Let’s take very seriously the nondual proposal that there is only one Reality, no real but Real, not god but God. This, necessarily, means that there is nothing else: nothing that Reality can enter into or go out of, and nothing that I can go into or come out of but This.
What, then, would be the most parsimonious way of laying out this ontology? Arguably by only using the pronoun “I.” In what follows, I’ll very quickly sketch the nondual Tantric ontology of continuity.
Top Down: Manifestation
If there is no real but Real, then that Reality must be the subject of Consciousness. But then the subject of Consciousness is I.
Call this Unmanifest I, or “I Am That I Am.”
Somehow (explanations are unnecessary in this post), I manifests Itself. Call this “Manifest I” or “I Am” (in Nisargadatta’s sense of the latter). “Manifest I” is the sense of conscious presence, the sense of simply being aware and of simply being presence.
Next, Manifest I, when turned outward (so to speak), could be termed “Witness I.” Witness I is that to which all experiences or arisings–which are also none other than I–appear.
Finally, let “ego-I” or “I-experience” be the name for apparent bondage, for the apparent belief and feeling (in the words of Francis Lucille) that I am a limited consciousness.
Bottom Up: Sadhana
The only question, according to this ontology, is the question of I, and the only “thing” that actually exists is I. There is only I and no other than I.
This means that ego-I is just a modification or limitation of Unmanifest I. The Unmanifest I appears to localize itself by means of identifying Itself with the content of experience. From this vantage point, from this seeming forgetting of Itself, there seems to be a world that’s different in substance.
When the question of the I arises, the ego-I “slides back” or “goes naturally back” to Witness I. It’s not that Witness I is one sort of thing while ego-I is another; it’s that the Witness I is the ego-I but without the limitation or modification that is none other than identification of I with the content of experience. This is just to say that there’s really no problem with regard to the appearance of ego-I and also that there’s nothing special about the “sliding back” into Witness I. Sadhana is all smooth, and it’s only the play of I anyway.
When the only I takes an interest in I-Self, I naturally involutes to Manifest I, or I Am. Then I am only conscious presence; I’m only aware of Myself qua I Am.
And when Manifest I, or I Am, returns home, it is I Alone, naked and pure I, I Itself.

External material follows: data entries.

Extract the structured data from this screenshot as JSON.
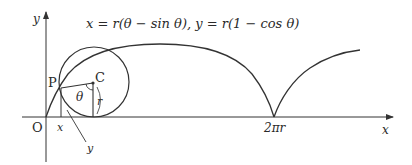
{
  "diagram": {
    "equation": "x = r(θ − sin θ),  y = r(1 − cos θ)",
    "axes": {
      "x_label": "x",
      "y_label": "y",
      "origin_label": "O"
    },
    "points": {
      "P": "P",
      "C": "C"
    },
    "annotations": {
      "theta": "θ",
      "radius": "r",
      "x_coord": "x",
      "y_coord": "y",
      "cusp": "2πr"
    },
    "colors": {
      "stroke": "#333333",
      "text": "#2a2a2a",
      "background": "#ffffff"
    }
  }
}
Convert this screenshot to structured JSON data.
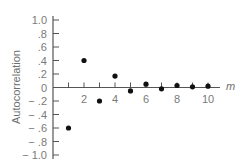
{
  "chart_data": {
    "type": "scatter",
    "title": "",
    "xlabel": "m",
    "ylabel": "Autocorrelation",
    "x": [
      1,
      2,
      3,
      4,
      5,
      6,
      7,
      8,
      9,
      10
    ],
    "y": [
      -0.6,
      0.4,
      -0.2,
      0.17,
      -0.05,
      0.05,
      -0.02,
      0.03,
      0.01,
      0.02
    ],
    "xlim": [
      0,
      10.6
    ],
    "ylim": [
      -1.0,
      1.0
    ],
    "x_ticks": [
      1,
      2,
      3,
      4,
      5,
      6,
      7,
      8,
      9,
      10
    ],
    "x_tick_labels": [
      {
        "value": 2,
        "label": "2"
      },
      {
        "value": 4,
        "label": "4"
      },
      {
        "value": 6,
        "label": "6"
      },
      {
        "value": 8,
        "label": "8"
      },
      {
        "value": 10,
        "label": "10"
      }
    ],
    "y_ticks": [
      {
        "value": 1.0,
        "label": "1.0"
      },
      {
        "value": 0.8,
        "label": ".8"
      },
      {
        "value": 0.6,
        "label": ".6"
      },
      {
        "value": 0.4,
        "label": ".4"
      },
      {
        "value": 0.2,
        "label": ".2"
      },
      {
        "value": 0.0,
        "label": "0"
      },
      {
        "value": -0.2,
        "label": "− .2"
      },
      {
        "value": -0.4,
        "label": "− .4"
      },
      {
        "value": -0.6,
        "label": "− .6"
      },
      {
        "value": -0.8,
        "label": "− .8"
      },
      {
        "value": -1.0,
        "label": "− 1.0"
      }
    ],
    "grid": false,
    "legend": "none",
    "colors": {
      "axis": "#555555",
      "point": "#111111",
      "text": "#7a7a7a"
    }
  }
}
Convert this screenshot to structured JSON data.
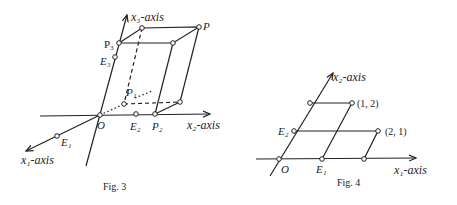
{
  "figures": [
    {
      "caption": "Fig. 3",
      "axes": {
        "x1": "x₁-axis",
        "x2": "x₂-axis",
        "x3": "x₃-axis"
      },
      "points": {
        "O": "O",
        "E1": "E₁",
        "E2": "E₂",
        "E3": "E₃",
        "P1": "P₁",
        "P2": "P₂",
        "P3": "P₃",
        "P": "P"
      }
    },
    {
      "caption": "Fig. 4",
      "axes": {
        "x1": "x₁-axis",
        "x2": "x₂-axis"
      },
      "points": {
        "O": "O",
        "E1": "E₁",
        "E2": "E₂",
        "p12": "(1, 2)",
        "p21": "(2, 1)"
      }
    }
  ],
  "colors": {
    "ink": "#222222",
    "background": "#ffffff"
  }
}
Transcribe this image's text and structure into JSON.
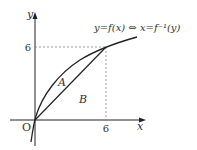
{
  "diagram": {
    "axes": {
      "x_label": "x",
      "y_label": "y",
      "origin_label": "O"
    },
    "ticks": {
      "x_tick": "6",
      "y_tick": "6"
    },
    "curve_label": "y=f(x) ⇔ x=f⁻¹(y)",
    "regions": {
      "a": "A",
      "b": "B"
    },
    "colors": {
      "line": "#222222",
      "dashed": "#888888",
      "text": "#333333"
    }
  }
}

Then I am entirely without any limitation. Whereas Manifest I is “bound to” space and time, “I Am That I Am” is beyond space and time. Whereas I Am is still in the realm of becoming, Unmanifest I is Being.
“Self-inquiry” is the name we give to the only I returning to Pure I-ness, the Unmanifest I that I truly am.
Never is there even one “skip” or “change in substance” as the I divests Itself of any and all apparent limitations. Therefore, there can be no waiting for something else or striving after something more. To say that I can’t get IT because I am IT is fine; but far better to say that I can’t get I because, necessarily, I am I.
Really, in this so-called “journey home,” there is just a marriage of ontology with epistemology: I know that I Am That I Am.